Malilong: Truth body’s validity

ONSTITUTIONALIST Fr. Joaquin Bernas raised a very interesting point in his column in the Philippine Daily Inquirer yesterday.

The Truth Commission, he said, “is being challenged by allies of former President Arroyo who had created two unchallenged commissions.”

He mentioned the Feliciano Commission that investigated the causes of the Oakwood mutiny and the Melo Commission that looked into extra-judicial killings in the country as the two GMA creations. Neither of the two bodies was supported by an act of Congress, unlike the first Davide Commission in Aquino I that was backed by Republic Act 6382.

Bernas observed that “nobody with appropriate stand-ing challenged the validity” of the Feliciano and Melo Commissions.

In contrast, loud protests continue to hound the Truth Commission in Aquino II. Why? Is it, as colleague Bong Wenceslao theorizes, the name?
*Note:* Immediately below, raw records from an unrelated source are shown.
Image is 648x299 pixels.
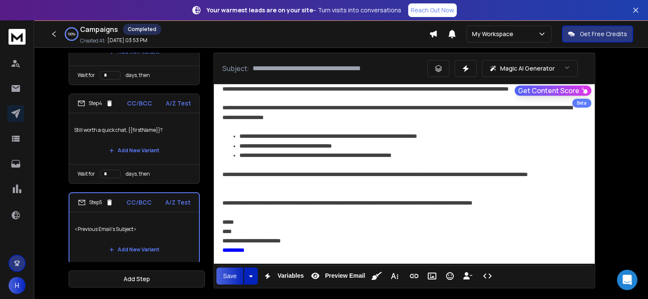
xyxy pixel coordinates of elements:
[424,268,440,285] button: Insert Image (Ctrl+P)
[411,6,454,14] p: Reach Out Now
[259,268,305,285] button: Variables
[78,72,95,79] p: Wait for
[323,273,367,280] span: Preview Email
[69,192,200,264] li: Step5CC/BCCA/Z Test<Previous Email's Subject>Add New Variant
[207,6,401,14] p: – Turn visits into conversations
[368,268,385,285] button: Clean HTML
[102,142,166,159] button: Add New Variant
[562,26,633,43] button: Get Free Credits
[69,94,200,184] li: Step4CC/BCCA/Z TestStill worth a quick chat, {{firstName}}?Add New VariantWait fordays, then
[74,118,194,142] p: Still worth a quick chat, {{firstName}}?
[479,268,495,285] button: Code View
[78,171,95,178] p: Wait for
[276,273,305,280] span: Variables
[514,86,591,96] button: Get Content Score
[127,99,152,108] p: CC/BCC
[472,30,517,38] p: My Workspace
[78,199,113,207] div: Step 5
[386,268,402,285] button: More Text
[408,3,457,17] a: Reach Out Now
[123,24,161,35] div: Completed
[216,268,244,285] button: Save
[460,268,476,285] button: Insert Unsubscribe Link
[75,218,194,241] p: <Previous Email's Subject>
[69,271,205,288] button: Add Step
[126,72,150,79] p: days, then
[80,37,106,44] p: Created At:
[406,268,422,285] button: Insert Link (Ctrl+K)
[482,60,577,77] button: Magic AI Generator
[580,30,627,38] p: Get Free Credits
[102,241,166,259] button: Add New Variant
[617,270,637,290] div: Open Intercom Messenger
[222,63,249,74] p: Subject:
[80,24,118,34] h1: Campaigns
[500,64,554,73] p: Magic AI Generator
[307,268,367,285] button: Preview Email
[126,171,150,178] p: days, then
[572,99,591,108] div: Beta
[9,277,26,294] button: H
[166,99,191,108] p: A/Z Test
[78,100,113,107] div: Step 4
[442,268,458,285] button: Emoticons
[126,198,152,207] p: CC/BCC
[107,37,147,44] p: [DATE] 03:53 PM
[68,32,75,37] p: 100 %
[9,29,26,45] img: logo
[165,198,190,207] p: A/Z Test
[207,6,313,14] strong: Your warmest leads are on your site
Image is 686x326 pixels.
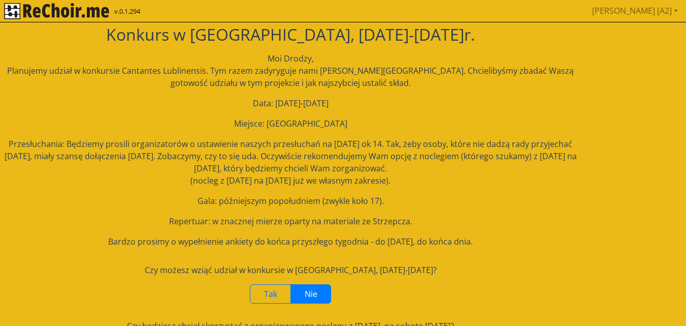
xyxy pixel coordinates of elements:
span: Nie [305,288,317,299]
p: Gala: późniejszym popołudniem (zwykle koło 17). [3,195,579,207]
span: v.0.1.294 [114,7,140,17]
span: Tak [264,288,277,299]
p: Data: [DATE]-[DATE] [3,97,579,109]
h2: Konkurs w [GEOGRAPHIC_DATA], [DATE]-[DATE]r. [3,25,579,44]
p: Bardzo prosimy o wypełnienie ankiety do końca przyszłego tygodnia - do [DATE], do końca dnia. [3,235,579,247]
p: Przesłuchania: Będziemy prosili organizatorów o ustawienie naszych przesłuchań na [DATE] ok 14. T... [3,138,579,186]
div: Czy możesz wziąć udział w konkursie w [GEOGRAPHIC_DATA], [DATE]-[DATE]? [3,264,579,276]
img: rekłajer mi [4,3,109,19]
p: Moi Drodzy, Planujemy udział w konkursie Cantantes Lublinensis. Tym razem zadyryguje nami [PERSON... [3,52,579,89]
p: Repertuar: w znacznej mierze oparty na materiale ze Strzepcza. [3,215,579,227]
p: Miejsce: [GEOGRAPHIC_DATA] [3,117,579,130]
a: [PERSON_NAME] [A2] [588,1,682,21]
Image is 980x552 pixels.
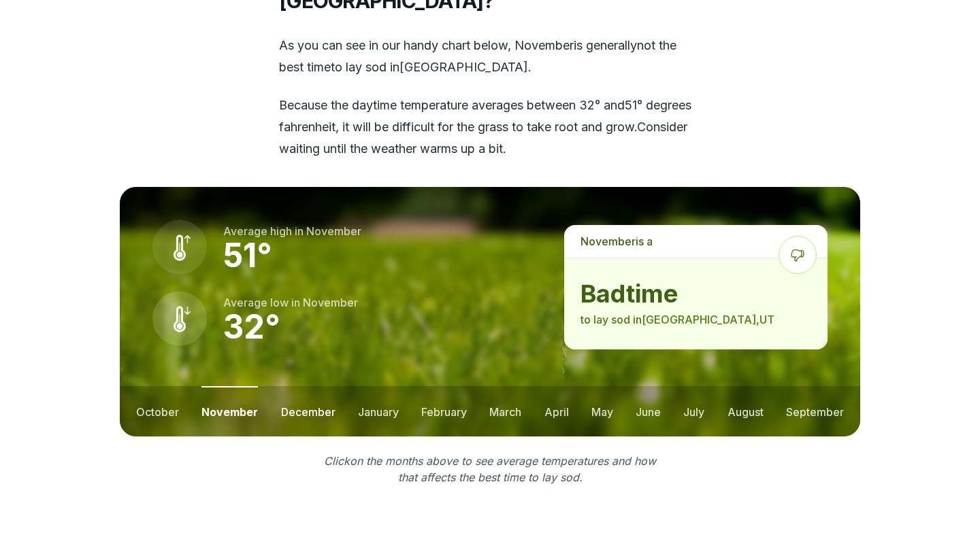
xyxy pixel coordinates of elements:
[223,295,358,311] p: Average low in
[279,34,701,160] div: As you can see in our handy chart below, is generally not the best time to lay sod in [GEOGRAPHIC...
[514,38,574,53] span: november
[564,225,827,257] p: is a
[306,225,361,238] span: november
[580,235,636,248] span: november
[786,386,843,437] button: september
[303,295,358,309] span: november
[727,386,763,437] button: august
[490,386,521,437] button: march
[591,386,613,437] button: may
[223,236,272,276] strong: 51 °
[315,453,664,486] p: Click on the months above to see average temperatures and how that affects the best time to lay sod.
[421,386,467,437] button: february
[223,223,361,239] p: Average high in
[281,386,335,437] button: december
[544,386,568,437] button: april
[136,386,179,437] button: october
[358,386,399,437] button: january
[636,386,661,437] button: june
[683,386,704,437] button: july
[201,386,257,437] button: november
[223,306,280,347] strong: 32 °
[580,280,810,307] strong: bad time
[580,312,810,328] p: to lay sod in [GEOGRAPHIC_DATA] , UT
[279,94,701,160] p: Because the daytime temperature averages between 32 ° and 51 ° degrees fahrenheit, it will be dif...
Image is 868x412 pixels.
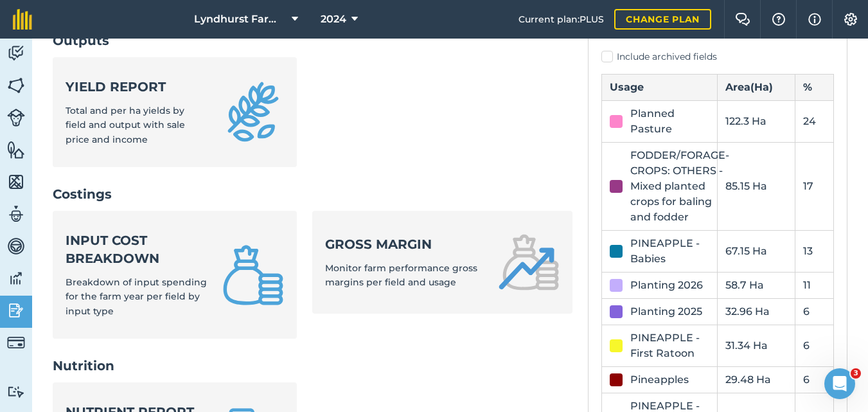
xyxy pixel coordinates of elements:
h2: Costings [53,185,572,203]
img: svg+xml;base64,PHN2ZyB4bWxucz0iaHR0cDovL3d3dy53My5vcmcvMjAwMC9zdmciIHdpZHRoPSI1NiIgaGVpZ2h0PSI2MC... [7,140,25,160]
img: svg+xml;base64,PD94bWwgdmVyc2lvbj0iMS4wIiBlbmNvZGluZz0idXRmLTgiPz4KPCEtLSBHZW5lcmF0b3I6IEFkb2JlIE... [7,43,25,63]
img: svg+xml;base64,PD94bWwgdmVyc2lvbj0iMS4wIiBlbmNvZGluZz0idXRmLTgiPz4KPCEtLSBHZW5lcmF0b3I6IEFkb2JlIE... [7,268,25,288]
td: 31.34 Ha [718,325,795,367]
th: Usage [602,74,718,100]
div: FODDER/FORAGE-CROPS: OTHERS - Mixed planted crops for baling and fodder [630,148,729,225]
td: 32.96 Ha [718,298,795,325]
a: Yield reportTotal and per ha yields by field and output with sale price and income [53,57,297,167]
img: Two speech bubbles overlapping with the left bubble in the forefront [735,13,750,25]
td: 85.15 Ha [718,142,795,230]
strong: Yield report [65,77,207,95]
img: svg+xml;base64,PD94bWwgdmVyc2lvbj0iMS4wIiBlbmNvZGluZz0idXRmLTgiPz4KPCEtLSBHZW5lcmF0b3I6IEFkb2JlIE... [7,236,25,256]
iframe: Intercom live chat [825,368,855,399]
span: 2024 [320,11,347,27]
td: 24 [795,100,833,142]
img: svg+xml;base64,PD94bWwgdmVyc2lvbj0iMS4wIiBlbmNvZGluZz0idXRmLTgiPz4KPCEtLSBHZW5lcmF0b3I6IEFkb2JlIE... [7,333,25,351]
img: svg+xml;base64,PHN2ZyB4bWxucz0iaHR0cDovL3d3dy53My5vcmcvMjAwMC9zdmciIHdpZHRoPSI1NiIgaGVpZ2h0PSI2MC... [7,172,25,192]
img: Yield report [222,81,284,143]
div: PINEAPPLE - First Ratoon [630,331,710,361]
img: Gross margin [498,231,560,293]
strong: Gross margin [325,235,482,253]
td: 67.15 Ha [718,230,795,272]
a: Gross marginMonitor farm performance gross margins per field and usage [312,211,572,314]
img: svg+xml;base64,PD94bWwgdmVyc2lvbj0iMS4wIiBlbmNvZGluZz0idXRmLTgiPz4KPCEtLSBHZW5lcmF0b3I6IEFkb2JlIE... [7,385,25,398]
td: 6 [795,367,833,393]
h2: Outputs [53,31,572,49]
img: A cog icon [843,13,859,25]
label: Include archived fields [602,50,834,63]
div: Pineapples [630,372,689,387]
td: 122.3 Ha [718,100,795,142]
th: % [795,74,833,100]
td: 6 [795,298,833,325]
div: Planting 2026 [630,278,703,293]
td: 29.48 Ha [718,367,795,393]
span: Current plan : PLUS [519,12,604,26]
div: PINEAPPLE - Babies [630,236,710,266]
td: 17 [795,142,833,230]
td: 11 [795,272,833,298]
div: Planned Pasture [630,106,710,137]
span: Monitor farm performance gross margins per field and usage [325,262,477,288]
th: Area ( Ha ) [718,74,795,100]
img: Input cost breakdown [222,244,284,306]
div: Planting 2025 [630,304,702,319]
img: svg+xml;base64,PHN2ZyB4bWxucz0iaHR0cDovL3d3dy53My5vcmcvMjAwMC9zdmciIHdpZHRoPSIxNyIgaGVpZ2h0PSIxNy... [809,11,821,27]
img: A question mark icon [771,13,787,25]
span: Total and per ha yields by field and output with sale price and income [65,105,185,145]
td: 6 [795,325,833,367]
span: Lyndhurst Farming [194,11,286,27]
img: svg+xml;base64,PD94bWwgdmVyc2lvbj0iMS4wIiBlbmNvZGluZz0idXRmLTgiPz4KPCEtLSBHZW5lcmF0b3I6IEFkb2JlIE... [7,300,25,320]
td: 13 [795,230,833,272]
strong: Input cost breakdown [65,231,207,267]
a: Input cost breakdownBreakdown of input spending for the farm year per field by input type [53,211,297,339]
a: Change plan [614,9,711,29]
img: svg+xml;base64,PD94bWwgdmVyc2lvbj0iMS4wIiBlbmNvZGluZz0idXRmLTgiPz4KPCEtLSBHZW5lcmF0b3I6IEFkb2JlIE... [7,109,25,127]
h2: Nutrition [53,357,572,375]
span: 3 [851,368,861,379]
td: 58.7 Ha [718,272,795,298]
span: Breakdown of input spending for the farm year per field by input type [65,276,207,317]
img: svg+xml;base64,PHN2ZyB4bWxucz0iaHR0cDovL3d3dy53My5vcmcvMjAwMC9zdmciIHdpZHRoPSI1NiIgaGVpZ2h0PSI2MC... [7,76,25,95]
img: fieldmargin Logo [13,9,32,29]
img: svg+xml;base64,PD94bWwgdmVyc2lvbj0iMS4wIiBlbmNvZGluZz0idXRmLTgiPz4KPCEtLSBHZW5lcmF0b3I6IEFkb2JlIE... [7,204,25,224]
Would it have calmed the nerves of everyone if it had simply been called a fact-finding body?

Let’s set aside the legal question and address the issues of necessity and lack of authority (“no teeth”) of the Truth Commission. Critics say that there is no need for a commission because its functions are already being performed by the Department of Justice (DOJ).

So what is essentially wrong about the DOJ receiving help from a special body? Why can’t a group, whether government or privately funded, be allowed to gather data, discover evidence and endorse the same to the DOJ for evaluation?

But the commission has no teeth. How could it possibly accomplish its purpose of ferreting out information when it cannot subpoena witnesses and cite them in contempt if they unreasonably refuse to obey?

What is wrong about this line of thinking is that it totally rejects the idea of a sense of patriotic duty. That witnesses will appear before the commission only if they are compelled to do so may be true for some but it is not necessarily so for everyone. Especially not during these times.

If witnesses had been reluctant to appear before investigative bodies in the past, it was partly because of the prevailing sense of hopelessness; that nothing good would come out of the whole exercise anyway.

Things are different now. There is renewed hope and faith in our democratic processes. There must be people who have stories to tell about huge scams who are willing to tell now.

The sad thing is that we may never be able to know or meet them because they say that the commission is illegal and powerless.